Much has said of Donald Trump’s racism and sexism, his corruption and abject cruelty, and what those unforgivable qualities say about the Republican Party that nominated and elected him. Also frequently discussed is his habit of compulsive lying–and the refusal of his Republican colleagues to hold him accountable for it.
Less frequently discussed is his penchant for conspiracy theories, which is related to but distinct from his dishonesty. One of the uncomfortable and underreported truths about the modern Republican Party is that it has become reliant on a series of increasingly outlandish conspiracy theories to maintain its ideological coherence in the face of modern reality.
For instance, the notion that the world’s climate scientists are all engaged in a massive conspiracy to lie about global warming is the ludicrous stuff of street corner doomsday preachers. But it’s essentially the common talking point of the Republican Party because the alternative–that climate change is a momentous crisis requiring major government intervention–is deeply inconvenient to their ideology and donor interests.
The notion that millions of people vote illegally in American elections is far worse than even QAnon claptrap, but it’s central to the psychological security blanket that Republicans use to assure themselves that they remain the silent majority in an increasingly diverse and progressive country.
Most recently, efforts by Democrats to help women in the excruciating position of undergoing nonviable pregnancies has led to an entire cottage industry of irresponsible hucksters claiming that Democrats are pushing for literal infanticide.
Needless to say, an entire political party built around a series of increasingly bizarre and byzantine conspiracy theories cannot end well. It is certain to instigate increasing violence among its adherents and believers, and attract an array of grifters, con artists, and modern day Harold Hills.
Ground Zero for the conservative conspiracy scam industry is the Conservative Political Action Conference, or CPAC. Long home to the most boisterous carnival barkers on the right, CPAC has for years featured its most outlandish voices in search of headlines and attention.
It is here at CPAC that the president of the United States, a man who truly began his political career by promoting the conspiracy theory that President Obama was born in Kenya, feels most at home. It is here that the president felt comfortable enough to deliver a two-hour speech, here that he felt most at ease. It was everything you might have come to expect:
“You know I’m totally off script right now,” Trump said at the beginning of his speech. As his meandering remarks continued, it became clear that his assessment was an understatement.

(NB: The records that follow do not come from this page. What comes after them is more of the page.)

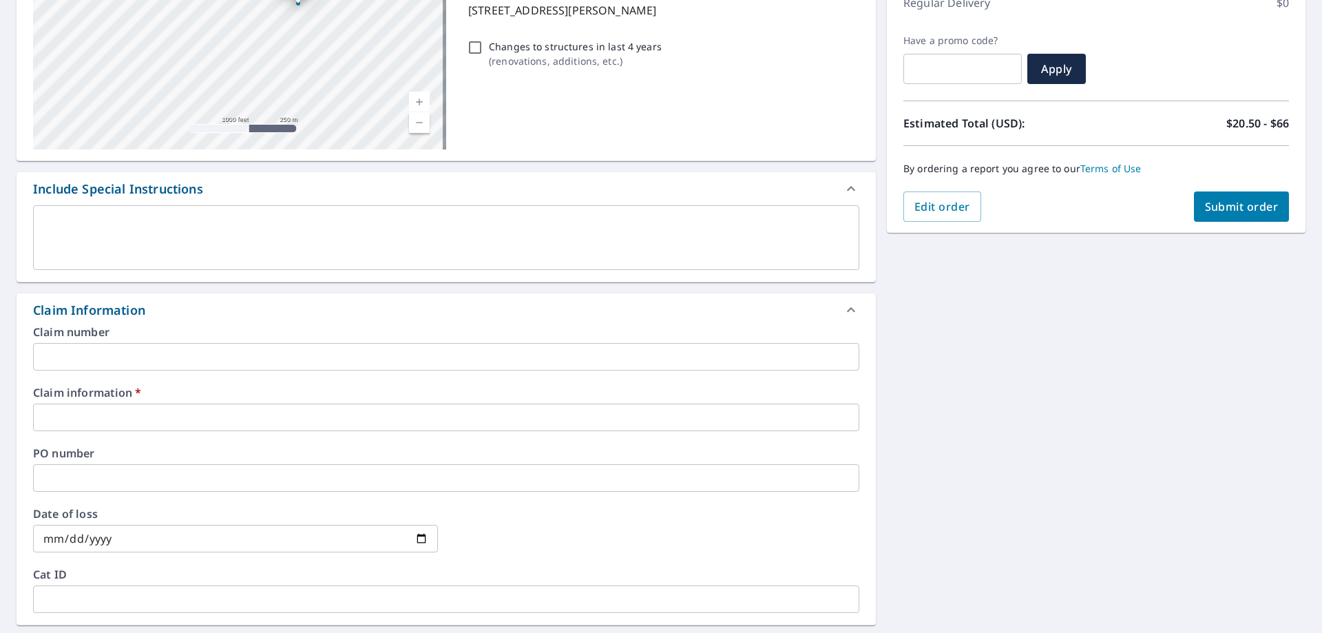  What do you see at coordinates (446, 453) in the screenshot?
I see `label: PO number` at bounding box center [446, 453].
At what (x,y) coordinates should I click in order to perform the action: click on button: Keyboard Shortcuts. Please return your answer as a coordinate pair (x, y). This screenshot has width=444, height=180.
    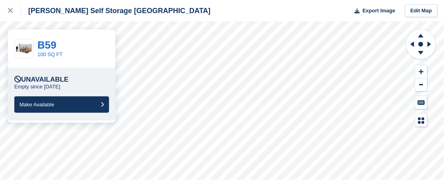
    Looking at the image, I should click on (421, 102).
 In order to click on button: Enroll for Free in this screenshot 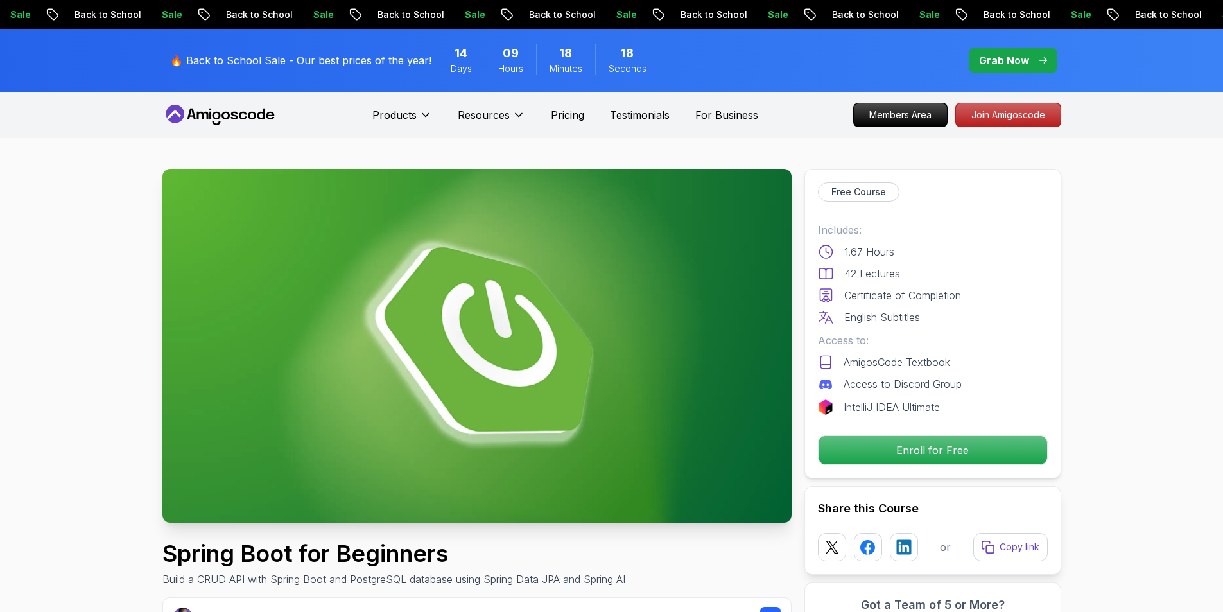, I will do `click(933, 450)`.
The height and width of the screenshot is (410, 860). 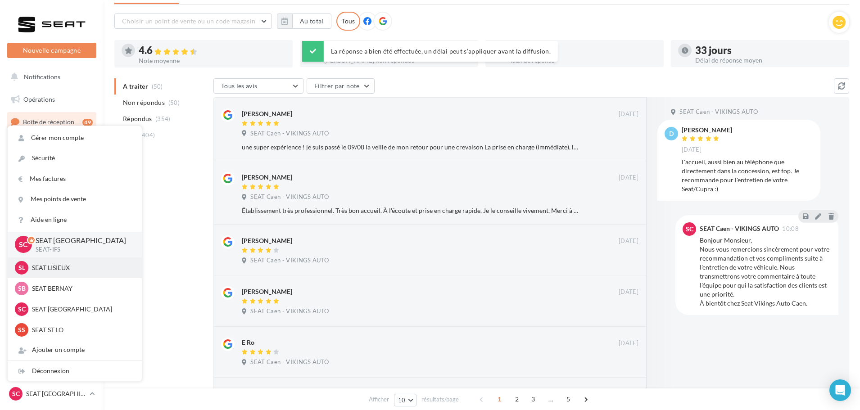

At one point, Trump regaled the crowd with a story about a general he said was named “Raisin Caine” (it wasn’t immediately clear who he was referring to). He said he always sits with the pilots when airplanes are landing: “They know what we’re doing.” He boasted about his good eyesight and later added, “I don’t have white hair.” He derided a Hawaii senator as a “crazy person.” And he accused Hollywood of discriminating against conservatives…
The president repeatedly took aim at Democrats in Congress. “We have people in Congress that hate our country,” he said. “You know that, we can name every one of them. They hate our country.” He then bashed the Green New Deal, jokingly encouraging liberals to keep pushing it because it would benefit him politically. “They should stay with that argument,” he said. “Never change.”
Trump revived his divisive immigration rhetoric. “They don’t like it when I say it, but we are being invaded,” he said. He disputed government statistics showing that undocumented immigrants commit fewer crimes than native-born American citizens, calling the data false propaganda” and citing no evidence to support his claim.
The president also discussed his infamous 2016 appeal to Russia to hack Hillary Clinton’s emails, arguing that he was just joking and criticizing the press for taking his comments seriously.
The president of the United States spent two hours telling a rabid audience of infotainment talking heads and social media influencers that there is a massive internal conspiracy against his administration; that his political opponents hate America; that official government statistics are fake; that the attorney general should have squashed an investigation into his own corruption; that the FBI is engaged in a series of politically motivated prosecutions, and so on.
This is not only a dangerous precedent for the office of the president. It’s indicative of where the Republican Party is as an institution–and it’s not clear that it will ever find its way out of the darkness.
After all, the alternative to reliance on conspiracy theories is an acknowledgement of reality: that government intervention is necessary to solve big problems; that most Americans don’t agree with the anarcho-capitalist orthodoxies of Milton Friedman and Ludwig von Mises; that social conservative policy doesn’t match the realities of biology and basic decency; and so on.
Dealing with reality as it exists would mean that the Republican Party would have to change and undergo a realignment, but there’s no constituency for that in the right-wing infotainment complex–the mostly white, mostly male, mostly rural, mostly septuagenarian base of the Republican Party, which has no interest in changing its ways.
Don’t expect any changes from the GOP after the real estate shark from New York leaves office. Get ready, instead, for a presidential candidate like Tucker Carlson to be showered with thunderous applause from his adoring fans in the conservative conspiracy movement.